Watching this year’s NFL football playoffs and/or Super Bowl requires extensive viewing hours of TV commercials, which are often laced with themes representing beer, cars and/or trucks — Americana at its best.

One underlying theme presides during the commercials that interrupt the entertainment of huge men bashing each other, and that is the theme of alcohol. However, it was not like this years ago, because alcohol was prohibited. But like the camel in a tent parable, beer commercials have slowly become accepted, making their way not only onto TV sporting events, but also into our homes, implanting images in our children’s impressionable brains.

Perhaps we should add some discernment to the messages we are sending to our younger generations who look at star athletes as models of successful behavior. For example, if you look closely at some of the beer commercials, we see different themes represented.

For some, it may be nature, as in Rocky Mountain High, displaying clear sparkling water. The message tries to convince viewers that their product is acceptable, particularly when the clear mountain water is an ingredient in their beer and is actually good for you.

Then there are beer commercials that use the traditional hook as with the Clydesdale horses that represent power, beauty, and allegiance to traditional values, laced with caricatures of the good old days.

However, the most egregious of beer commercials comes with a beach scene and bikini-clad girls, partying with males who are equally buff. They show the magic of their product by dramatizing the message: those who drink our product are equally beautiful which could mean they could get lucky in more ways than one.

In other words, do we want to pass such images down from generation to generation, making this addictive product more acceptable?

Moreover, it is not by accident that connecting sex and sports to alcohol offers some of the most powerful ways to sell a product.
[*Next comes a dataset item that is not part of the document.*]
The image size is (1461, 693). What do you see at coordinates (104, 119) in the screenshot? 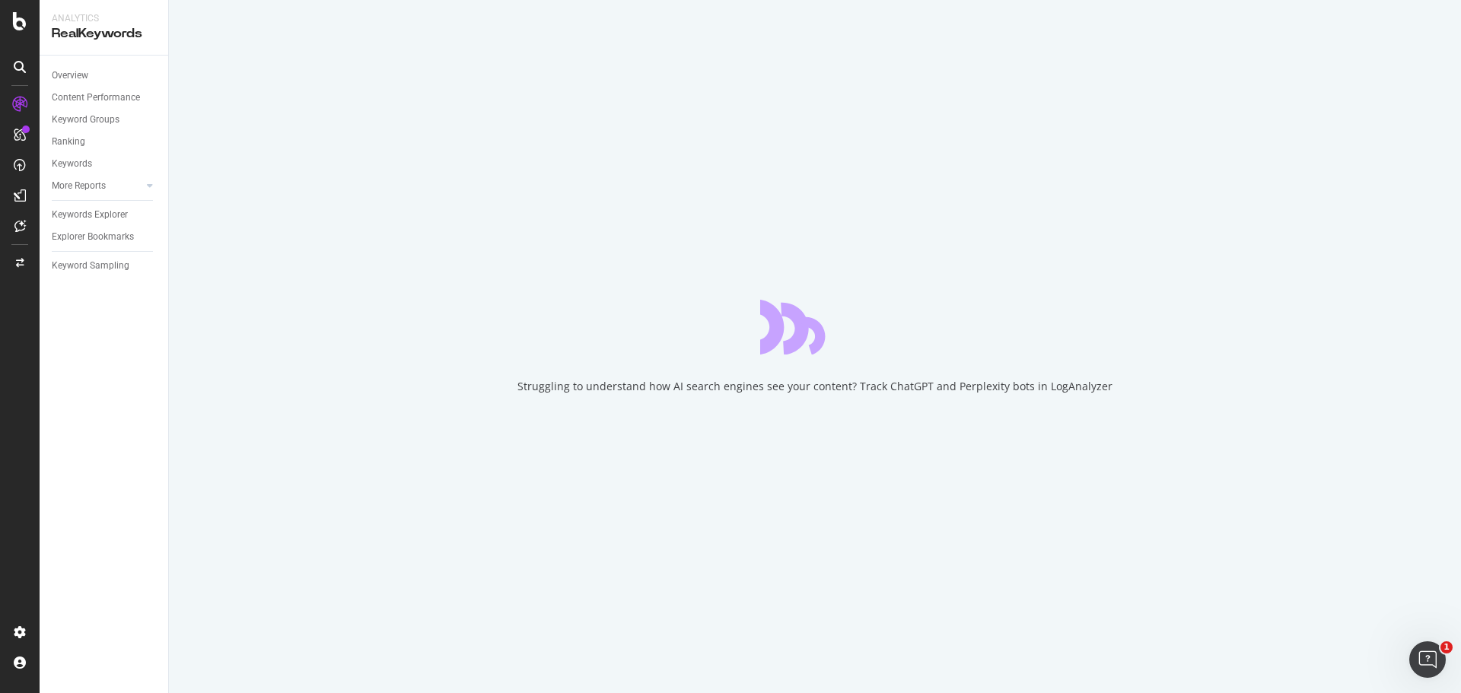
I see `a: Keyword Groups` at bounding box center [104, 119].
In fact, rumor has it that when some advertiser was thinking of creating a  catchy beer commercial, the company decided on six-pack instead eight-pack because six-pack rhymes with sex pack — so the story goes.  It is no coincidence that Anheuser-Busch will have the most Super Bowl commercials in Super Bowl 2014, spending millions of dollars of TV time or about $3.6 million per 30-second commercial.

Conversely, what would happen if the Surgeon General of responsibility required that at least one TV beer commercial showed the other side of alcohol consumption? Instead of the innocuous slogan “friends don’t let friends drink;” why not show the real dangers of alcohol consumption to society. From the damage to the body to the effect alcohol has on the destruction of the family (37% divorce rate) to the human carnage on the highways.

Finally, with a Super Bowl USA viewing audience of over 61 million what percentage are children and adolescents. Those in power surely have dropped the ball. Let’s set the record straight.